The corner of Hermione's mouth twitched, and she felt her eyes narrow. “War is a crucible. Do you think any of us will come out on the other side the same as we were?”
Angelina looked down at her knee and shrugged. “I'll carry scars inside and out, but deep down I'm always going to be the same person.” Angelina looked back at Hermione. “But I don't know if you're the same and I just never saw it, or if you've really changed that much. I feel like you've let go of yourself.”
Hermione's hands stilled, and she sat back. “Let go?”
Angelina shifted and looked uncomfortable. “I guess I'm worried about you. Fred said, when he was visiting George here, that it seemed like something happened to you. Like the last bits of the old you just — disappeared one day. And I've been watching you lately, all I see is this — I don't even know what it is. Sometimes I think it's rage. Other times I think it's despair. But it's as though you're lost in it.”
Hermione's mouth felt dry, and she swallowed repeatedly, buying herself time by recorking vials.

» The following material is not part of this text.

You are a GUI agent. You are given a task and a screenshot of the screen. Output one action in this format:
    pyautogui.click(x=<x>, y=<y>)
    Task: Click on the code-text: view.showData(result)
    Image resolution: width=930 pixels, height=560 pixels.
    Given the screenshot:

She gripped the glass so hard her hands shook faintly.
“This war has eaten me, Angelina,” she finally said slowly.
Before she could say anything else, Hermione found herself abruptly jerked forward with a mouthful of hair in her mouth as Angelina pulled her into a tight hug.
“Oh, Hermione. Don't let yourself start thinking like that. You have to be able to visualise victory. Feel it. Fight for it. See yourself on the other side of the war. If you let go of that hope, you're going end up somewhere dark. Light always wins over Darkness. But you have to believe it.”
Hermione felt something inside her stiffen. She pulled herself away from Angelina, shaking her head, her mouth curling. “That's not enough to win a war. I'm not going to bet this war on my or anyone else's ability to believe in victory.”
“You still want us to use the Dark Arts, don't you?” Angelina stared at Hermione with the expression of a disappointed parent.
Hermione struggled against rolling her eyes as she nodded.
Angelina's shoulders drooped slightly. “If we lose ourselves to win, is it really winning? If we poison ourselves to get it and become the monsters we're fighting?”
Hermione clenched her jaw, as she fought against the urge to shake Angelina. “What exactly do you think will happen if we lose?”
“We'll die.” Angelina shrugged faintly.
Hermione suddenly understood why Draco hated Gryffindors so intensely. She couldn't stop herself from scoffing.
“Do you really think we'll just die? Angelina, they're not going to shut down Sussex when they win the war. We're livestock. You didn't see the prisoners they brought from the last curse division. They were—“ Hermione's voice shook. “They were dissolving, rotting, skinned and still alive, there were things crawling inside them—“ her voice broke off. “The ones that could still speak begged me to kill them.”
Hermione hissed between her teeth. The choking sense of frustration rose as she was forced to face, once again, the perpetual optimism of Resistance fighters. The stress and despair inside her felt toxic, like acid eroding her slowly at a cellular level. “If we lose — They'll round us all up and use the Resistance fighters as lab rats or whatever else they want to until they run out of us. After we blew up the last curse division, they just made a bigger one. The war isn't supposed to end with the Resistance. The Death Eaters are supposed to conquer the Muggle Europe next. That's the vision. The deal. All the Dark Beings allied with Tom because he promised them that. I don't know if he's insane enough to think he can do it, but that's his claim. And he'll probably at least pretend to.”